Entering edit mode
5.7 years ago
Morteza Hadizadeh
▴
60
Hi every one,
I have two GSE number, one about breast cancer in men and the other about breast cancer in women, how do I get different genes between men and women from two combined datasets?
I would be grateful if guide me.
Your post is lacking in information. Which GSEs? Are they the same microarray platform? Are the study designs similar (apart from the fact that one relates to male breast cancer, while the other female)?
How do you believe you should conduct such an analysis? Of which sources of bias should you make note?
Dear Dr. Blighe,
GSE numbers are microarray platform, (GSE50512 and GSE22133), GSE50512 has a platform (SWEGENE_BAC_32K_Full) and GSE22133 has three platforms (SWEGENE_BAC_32K_Full, SWEGENE H_v2.1.1 55K & SWEGENE_BAC_33K_Full). Male and female cancer cells have responded differently by exposure to a nanoparticle. So we want to obtain different genes between men and women to Maybe we find a reason for this different behavior.
Well, at least they are all of a similar array type (judging by their names).
I would process and normalise each study independently to produce normalised, log2 expression values. After that, I would standardise these to the Z-scale and then 'unify' (combine) the datasets into a single dataset based on genes that match between them. This is not perfect, though, and batch effects will likely still exist.
Dear Dr. Blighe,
Thank you so much for your valuable guidance and I would appreciate your immediate attention to this matter.

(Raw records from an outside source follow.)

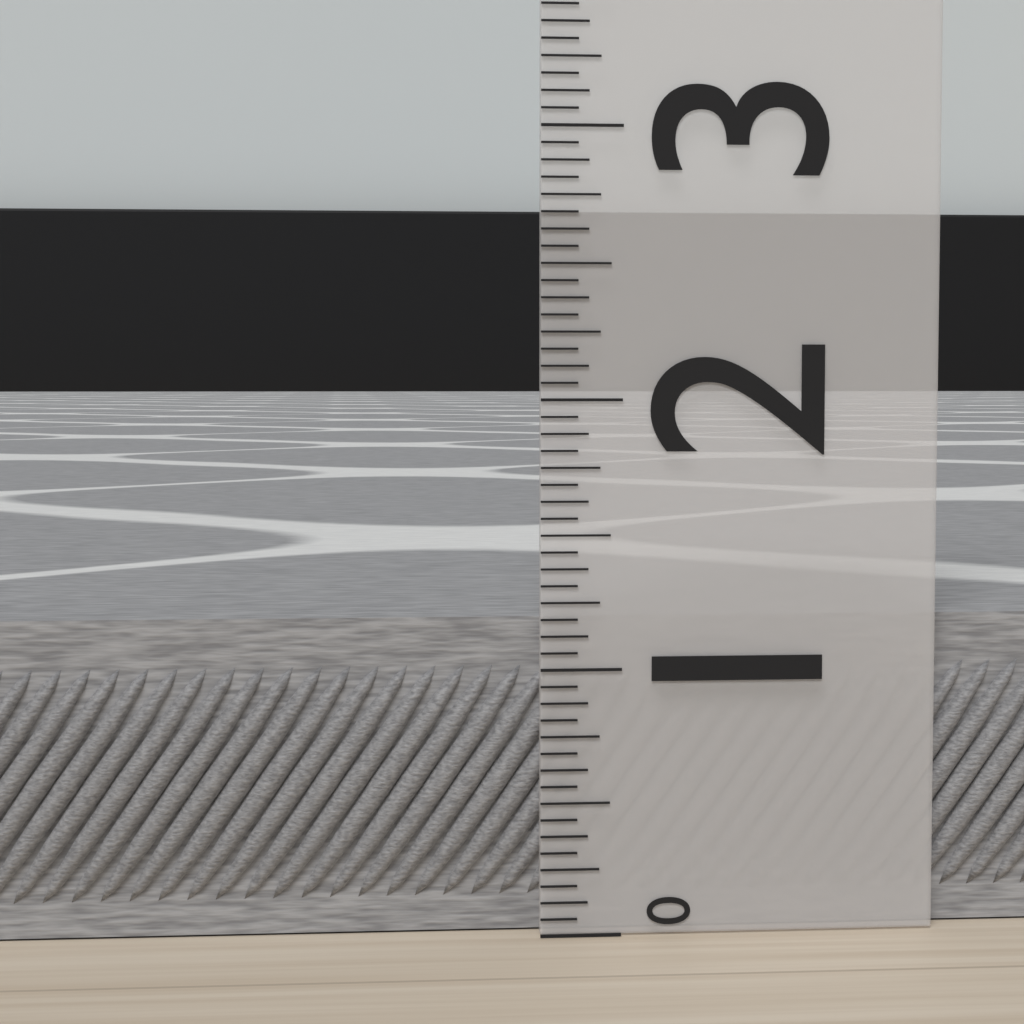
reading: 1.1875 (no unit)
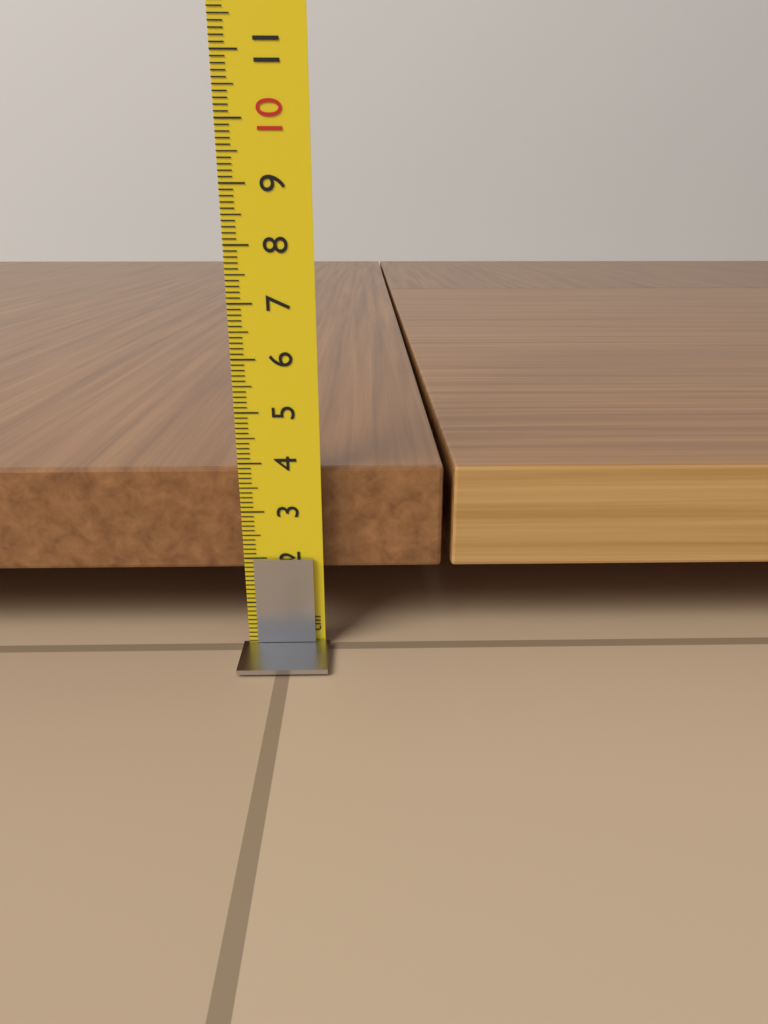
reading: 3.8 cm
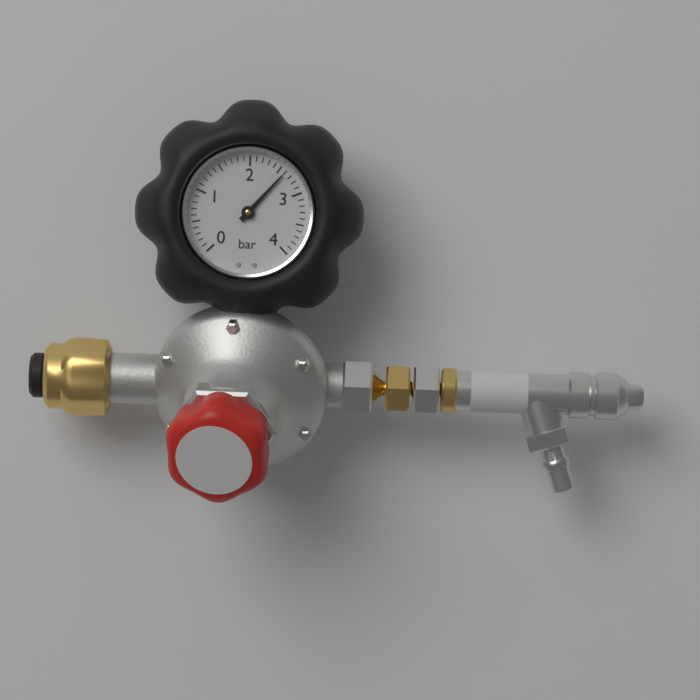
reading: 2.6 bar
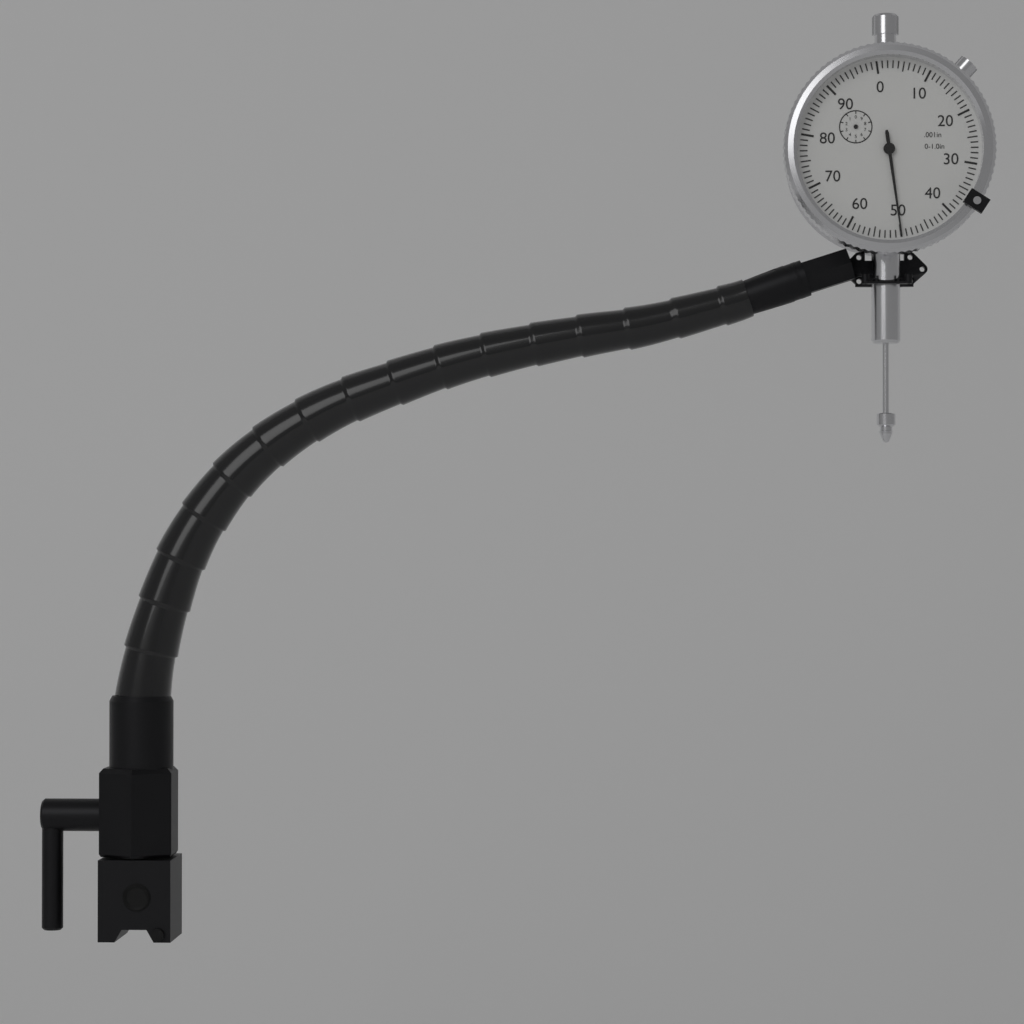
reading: 0.050 in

There is nothing to which to attend. The experimental set-up is questionable. If you tried to publish, likely questions would be asked that relate to the different array types, with possible rejection of the work.
Relating to Wouter's comment, the main issue is that all of your male breast cancer samples are in just 1 study, GSE50512, so, there is some level of confounding. I suggest that you process the datasets independently and then compare the results between male and female. You could think of performing some form of a meta-analysis across the studies, for example.
Thank you for taking the trouble to help me. I do appreciate it.
In each study, all samples are patient (There is no control group) therefore I can’t process the datasets independently. I am a beginner in Meta-analysis, The result of meta-analysis is common genes. Is not it?
How did the authors process their data if there are no controls? It is possible, but you may want to look at the published manuscript(s) associated with the studies.
Yes, generally, a meta analysis is about comparing the results from independent 2 studies in order to see if the results are similar.
As a rule of thumb: no you cannot compare across two platforms. The only valid comparison is for samples ran with the same platform, in the same batch, by the same core/technician, at the same time, with samples treated exactly the same prior to the experiment.
If any of these parameters is different you cannot distinguish technical artifacts vs biological signal. Based on your description your phenotype of interest is confounded by a technical difference.
Dear Dr. DeCoster,
Thank you so much for your valuable guidance. As you said, the technical difference should not be ignored.
But you are ignoring them anyway... Remove batch effects in meta-analysis
You cannot correct batch effects if they are confounded by your biological effect.
I really appreciate your concern, my question about meta-analysis was only a learning aspect.